Celebrity biographer J. Randy Taraborrelli longed for respectability and something more than gossipy page turners. Beginning in the '00s, his books became lifeless and dull.
BECOMING BEYONCE: THE UNTOLD STORY only continues the pattern.
Rebecca panned the book "a dull, uptight bitch named j. randy" and she was actually being kind.
There's no reason in the world this book should have been written, let alone published.
Fan club newsletters for tween Disney TV stars are harder hitting than the soppy, sloppy prose he churns out.
Doubt us?
It's page 182 before Beyonce gets a hit recording ("No, No, No!" with Destiny's Child).
Beyonce isn't even 18 at that point.
So, yes, that means the author has over-invested into her childhood.
It only gets worse.
Everything she does is wonderful.
Nothing about her is ever questioned.
Making a TV movie for MTV, Taraborrelli insists, "forced" Beyonce "to be open to new points of view -- and sometimes even conflict" which he sees as wonderful while failing to grasp that his passage only speaks to someone with serious problems.
He also glorifies her mother slapping her at a store when Beyonce is singing along to her own song -- piped over the store's speakers -- and smiling at a group of young men who are entranced with her.
This bit of violence, out in the open, should have led to parallels of Beyonce's sister's infamous attack on Jay-Z in an elevator. But Taraborrelli plays that incident for 'understanding' as well.
There's no drama in the book, there's no life in it.
On page 382, he writes:
Cadillac Records was a triumph; not so her next movie -- and her last, to date -- Obsessed.
And that's it in terms of criticism.
He fails to elaborate on why Obsessed wasn't "a triumph."
You'd never know how bad the reviews were because . . . he never quotes them.
You'd never know Beyonce earned a Razzie nomination for that film (Worst Actress).
Time and again, Taraborrelli makes his exalted comments on how wonderful this or that was without ever actually noting -- let alone quoting -- critical reception.
The sole exception is with the film DREAMGIRLS where he briefly notes that the critics praised Jennifer Hudson and ignored Beyonce or slammed her. He includes one critic -- who slams Beyonce's acting and praises her singing.
And then, as if to atone for a moment of honesty, he rushes to insist:
Beyonce was gratified to win a Golden Globe, but Jennifer won one too. When Jennifer was nominated for and then won an Oscar, few people were surprised.
A few people might be surprised by that -- specifically that Beyonce won a Golden Globe.
Because, for the record, she did not.
She was nominated for her acting and for co-writing "Listen" -- but she lost for both.
It's a dull and plodding book.
It's also proof that purveyors of trash page turners should never aspire to be inspirational.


--- YOUR TASK ---
Reproduce the whole listing, keeping each line as it is.

--- SUPPLIED RECORDS ---
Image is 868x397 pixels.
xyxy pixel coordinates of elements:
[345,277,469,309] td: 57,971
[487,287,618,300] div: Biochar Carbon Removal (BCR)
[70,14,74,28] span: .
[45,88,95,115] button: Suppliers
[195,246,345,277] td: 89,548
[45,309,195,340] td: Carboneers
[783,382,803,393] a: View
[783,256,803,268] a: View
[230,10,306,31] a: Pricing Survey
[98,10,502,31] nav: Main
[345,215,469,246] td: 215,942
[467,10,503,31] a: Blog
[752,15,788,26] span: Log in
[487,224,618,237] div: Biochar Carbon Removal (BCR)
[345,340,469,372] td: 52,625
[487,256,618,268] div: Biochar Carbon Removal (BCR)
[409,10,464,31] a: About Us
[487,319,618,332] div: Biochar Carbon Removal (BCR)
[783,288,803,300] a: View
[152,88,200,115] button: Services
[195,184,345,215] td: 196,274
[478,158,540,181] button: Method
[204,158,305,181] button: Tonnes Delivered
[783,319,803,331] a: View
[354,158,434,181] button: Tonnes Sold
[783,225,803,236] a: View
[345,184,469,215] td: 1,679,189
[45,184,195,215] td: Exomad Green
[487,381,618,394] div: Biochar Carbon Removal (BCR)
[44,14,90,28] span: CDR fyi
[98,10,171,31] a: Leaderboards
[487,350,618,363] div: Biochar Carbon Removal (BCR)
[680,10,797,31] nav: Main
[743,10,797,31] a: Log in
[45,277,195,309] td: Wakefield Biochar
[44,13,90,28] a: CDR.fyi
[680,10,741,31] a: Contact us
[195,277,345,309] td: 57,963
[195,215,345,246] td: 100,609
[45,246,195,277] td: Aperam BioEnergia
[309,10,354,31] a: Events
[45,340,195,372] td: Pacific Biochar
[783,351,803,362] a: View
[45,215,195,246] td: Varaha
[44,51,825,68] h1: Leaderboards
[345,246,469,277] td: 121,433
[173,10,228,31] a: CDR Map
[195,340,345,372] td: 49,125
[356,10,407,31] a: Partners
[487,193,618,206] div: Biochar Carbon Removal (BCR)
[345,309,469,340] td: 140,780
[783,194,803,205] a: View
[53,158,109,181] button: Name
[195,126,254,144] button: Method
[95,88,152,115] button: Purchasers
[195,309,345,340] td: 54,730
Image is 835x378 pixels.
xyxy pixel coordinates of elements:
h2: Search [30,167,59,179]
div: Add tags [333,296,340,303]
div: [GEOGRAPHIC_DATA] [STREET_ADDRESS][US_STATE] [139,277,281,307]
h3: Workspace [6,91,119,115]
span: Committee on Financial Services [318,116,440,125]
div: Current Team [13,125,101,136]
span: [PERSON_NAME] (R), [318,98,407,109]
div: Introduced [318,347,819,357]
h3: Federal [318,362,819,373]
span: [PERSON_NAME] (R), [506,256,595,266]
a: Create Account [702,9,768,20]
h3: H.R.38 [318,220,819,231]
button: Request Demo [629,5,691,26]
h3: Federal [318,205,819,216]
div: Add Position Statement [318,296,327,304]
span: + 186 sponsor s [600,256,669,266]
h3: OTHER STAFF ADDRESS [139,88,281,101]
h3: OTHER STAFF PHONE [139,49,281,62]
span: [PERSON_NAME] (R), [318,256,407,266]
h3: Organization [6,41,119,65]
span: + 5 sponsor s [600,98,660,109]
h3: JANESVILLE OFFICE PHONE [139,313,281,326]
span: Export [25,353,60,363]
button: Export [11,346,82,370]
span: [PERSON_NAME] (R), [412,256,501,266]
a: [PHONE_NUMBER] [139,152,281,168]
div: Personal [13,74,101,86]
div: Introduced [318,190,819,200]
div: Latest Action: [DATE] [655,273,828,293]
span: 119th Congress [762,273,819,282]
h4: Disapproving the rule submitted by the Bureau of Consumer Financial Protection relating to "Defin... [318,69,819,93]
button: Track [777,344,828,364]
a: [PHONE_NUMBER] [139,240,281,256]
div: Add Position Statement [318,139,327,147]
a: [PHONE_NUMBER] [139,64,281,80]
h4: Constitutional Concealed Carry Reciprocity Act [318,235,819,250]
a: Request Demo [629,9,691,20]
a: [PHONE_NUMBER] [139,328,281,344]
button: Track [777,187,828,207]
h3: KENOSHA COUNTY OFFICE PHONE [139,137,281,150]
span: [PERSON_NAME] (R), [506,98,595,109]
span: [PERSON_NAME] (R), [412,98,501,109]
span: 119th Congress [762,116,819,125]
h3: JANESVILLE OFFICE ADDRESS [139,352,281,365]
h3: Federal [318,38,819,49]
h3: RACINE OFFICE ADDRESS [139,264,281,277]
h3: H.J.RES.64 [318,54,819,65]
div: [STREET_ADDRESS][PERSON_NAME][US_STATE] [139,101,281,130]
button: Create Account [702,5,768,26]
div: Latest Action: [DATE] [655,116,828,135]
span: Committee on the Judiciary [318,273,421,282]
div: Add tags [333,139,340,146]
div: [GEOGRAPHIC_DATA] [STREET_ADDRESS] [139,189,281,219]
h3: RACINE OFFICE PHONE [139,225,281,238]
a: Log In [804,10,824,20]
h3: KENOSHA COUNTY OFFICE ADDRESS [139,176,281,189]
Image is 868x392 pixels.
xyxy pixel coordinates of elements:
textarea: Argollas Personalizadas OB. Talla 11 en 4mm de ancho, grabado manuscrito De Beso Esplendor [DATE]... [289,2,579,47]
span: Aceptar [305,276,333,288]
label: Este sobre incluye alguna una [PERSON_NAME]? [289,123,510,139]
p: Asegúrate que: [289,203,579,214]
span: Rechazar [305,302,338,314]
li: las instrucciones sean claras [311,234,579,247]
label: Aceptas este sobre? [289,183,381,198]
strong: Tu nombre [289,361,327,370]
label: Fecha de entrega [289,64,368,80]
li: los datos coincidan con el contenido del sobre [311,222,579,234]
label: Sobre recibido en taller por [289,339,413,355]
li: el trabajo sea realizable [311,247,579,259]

--- TASK ANSWER ---
Image is 868x397 pixels.
xyxy pixel coordinates of elements:
[345,277,469,309] td: 57,971
[487,287,618,300] div: Biochar Carbon Removal (BCR)
[70,14,74,28] span: .
[45,88,95,115] button: Suppliers
[195,246,345,277] td: 89,548
[45,309,195,340] td: Carboneers
[783,382,803,393] a: View
[783,256,803,268] a: View
[230,10,306,31] a: Pricing Survey
[98,10,502,31] nav: Main
[345,215,469,246] td: 215,942
[467,10,503,31] a: Blog
[752,15,788,26] span: Log in
[487,224,618,237] div: Biochar Carbon Removal (BCR)
[345,340,469,372] td: 52,625
[487,256,618,268] div: Biochar Carbon Removal (BCR)
[409,10,464,31] a: About Us
[487,319,618,332] div: Biochar Carbon Removal (BCR)
[783,288,803,300] a: View
[152,88,200,115] button: Services
[195,184,345,215] td: 196,274
[478,158,540,181] button: Method
[204,158,305,181] button: Tonnes Delivered
[783,319,803,331] a: View
[354,158,434,181] button: Tonnes Sold
[783,225,803,236] a: View
[345,184,469,215] td: 1,679,189
[45,184,195,215] td: Exomad Green
[487,381,618,394] div: Biochar Carbon Removal (BCR)
[44,14,90,28] span: CDR fyi
[98,10,171,31] a: Leaderboards
[487,350,618,363] div: Biochar Carbon Removal (BCR)
[680,10,797,31] nav: Main
[743,10,797,31] a: Log in
[45,277,195,309] td: Wakefield Biochar
[44,13,90,28] a: CDR.fyi
[680,10,741,31] a: Contact us
[195,277,345,309] td: 57,963
[195,215,345,246] td: 100,609
[45,246,195,277] td: Aperam BioEnergia
[309,10,354,31] a: Events
[45,340,195,372] td: Pacific Biochar
[783,351,803,362] a: View
[45,215,195,246] td: Varaha
[44,51,825,68] h1: Leaderboards
[345,246,469,277] td: 121,433
[173,10,228,31] a: CDR Map
[195,340,345,372] td: 49,125
[356,10,407,31] a: Partners
[487,193,618,206] div: Biochar Carbon Removal (BCR)
[345,309,469,340] td: 140,780
[783,194,803,205] a: View
[53,158,109,181] button: Name
[195,126,254,144] button: Method
[95,88,152,115] button: Purchasers
[195,309,345,340] td: 54,730
Image is 835x378 pixels.
xyxy pixel coordinates of elements:
h2: Search [30,167,59,179]
div: Add tags [333,296,340,303]
div: [GEOGRAPHIC_DATA] [STREET_ADDRESS][US_STATE] [139,277,281,307]
h3: Workspace [6,91,119,115]
span: Committee on Financial Services [318,116,440,125]
div: Current Team [13,125,101,136]
span: [PERSON_NAME] (R), [318,98,407,109]
div: Introduced [318,347,819,357]
h3: Federal [318,362,819,373]
span: [PERSON_NAME] (R), [506,256,595,266]
a: Create Account [702,9,768,20]
h3: H.R.38 [318,220,819,231]
button: Request Demo [629,5,691,26]
h3: Federal [318,205,819,216]
div: Add Position Statement [318,296,327,304]
span: + 186 sponsor s [600,256,669,266]
h3: OTHER STAFF ADDRESS [139,88,281,101]
h3: OTHER STAFF PHONE [139,49,281,62]
span: [PERSON_NAME] (R), [318,256,407,266]
h3: Organization [6,41,119,65]
span: + 5 sponsor s [600,98,660,109]
h3: JANESVILLE OFFICE PHONE [139,313,281,326]
span: Export [25,353,60,363]
button: Export [11,346,82,370]
span: [PERSON_NAME] (R), [412,256,501,266]
a: [PHONE_NUMBER] [139,152,281,168]
div: Personal [13,74,101,86]
div: Introduced [318,190,819,200]
div: Latest Action: [DATE] [655,273,828,293]
span: 119th Congress [762,273,819,282]
h4: Disapproving the rule submitted by the Bureau of Consumer Financial Protection relating to "Defin... [318,69,819,93]
button: Track [777,344,828,364]
a: [PHONE_NUMBER] [139,240,281,256]
div: Add Position Statement [318,139,327,147]
a: [PHONE_NUMBER] [139,64,281,80]
h4: Constitutional Concealed Carry Reciprocity Act [318,235,819,250]
a: Request Demo [629,9,691,20]
a: [PHONE_NUMBER] [139,328,281,344]
button: Track [777,187,828,207]
h3: KENOSHA COUNTY OFFICE PHONE [139,137,281,150]
span: [PERSON_NAME] (R), [506,98,595,109]
span: [PERSON_NAME] (R), [412,98,501,109]
span: 119th Congress [762,116,819,125]
h3: JANESVILLE OFFICE ADDRESS [139,352,281,365]
h3: Federal [318,38,819,49]
h3: RACINE OFFICE ADDRESS [139,264,281,277]
h3: H.J.RES.64 [318,54,819,65]
div: [STREET_ADDRESS][PERSON_NAME][US_STATE] [139,101,281,130]
button: Create Account [702,5,768,26]
div: Latest Action: [DATE] [655,116,828,135]
span: Committee on the Judiciary [318,273,421,282]
div: Add tags [333,139,340,146]
div: [GEOGRAPHIC_DATA] [STREET_ADDRESS] [139,189,281,219]
h3: RACINE OFFICE PHONE [139,225,281,238]
a: Log In [804,10,824,20]
h3: KENOSHA COUNTY OFFICE ADDRESS [139,176,281,189]
Image is 868x392 pixels.
xyxy pixel coordinates of elements:
textarea: Argollas Personalizadas OB. Talla 11 en 4mm de ancho, grabado manuscrito De Beso Esplendor [DATE]... [289,2,579,47]
span: Aceptar [305,276,333,288]
label: Este sobre incluye alguna una [PERSON_NAME]? [289,123,510,139]
p: Asegúrate que: [289,203,579,214]
span: Rechazar [305,302,338,314]
li: las instrucciones sean claras [311,234,579,247]
label: Aceptas este sobre? [289,183,381,198]
strong: Tu nombre [289,361,327,370]
label: Fecha de entrega [289,64,368,80]
li: los datos coincidan con el contenido del sobre [311,222,579,234]
label: Sobre recibido en taller por [289,339,413,355]
li: el trabajo sea realizable [311,247,579,259]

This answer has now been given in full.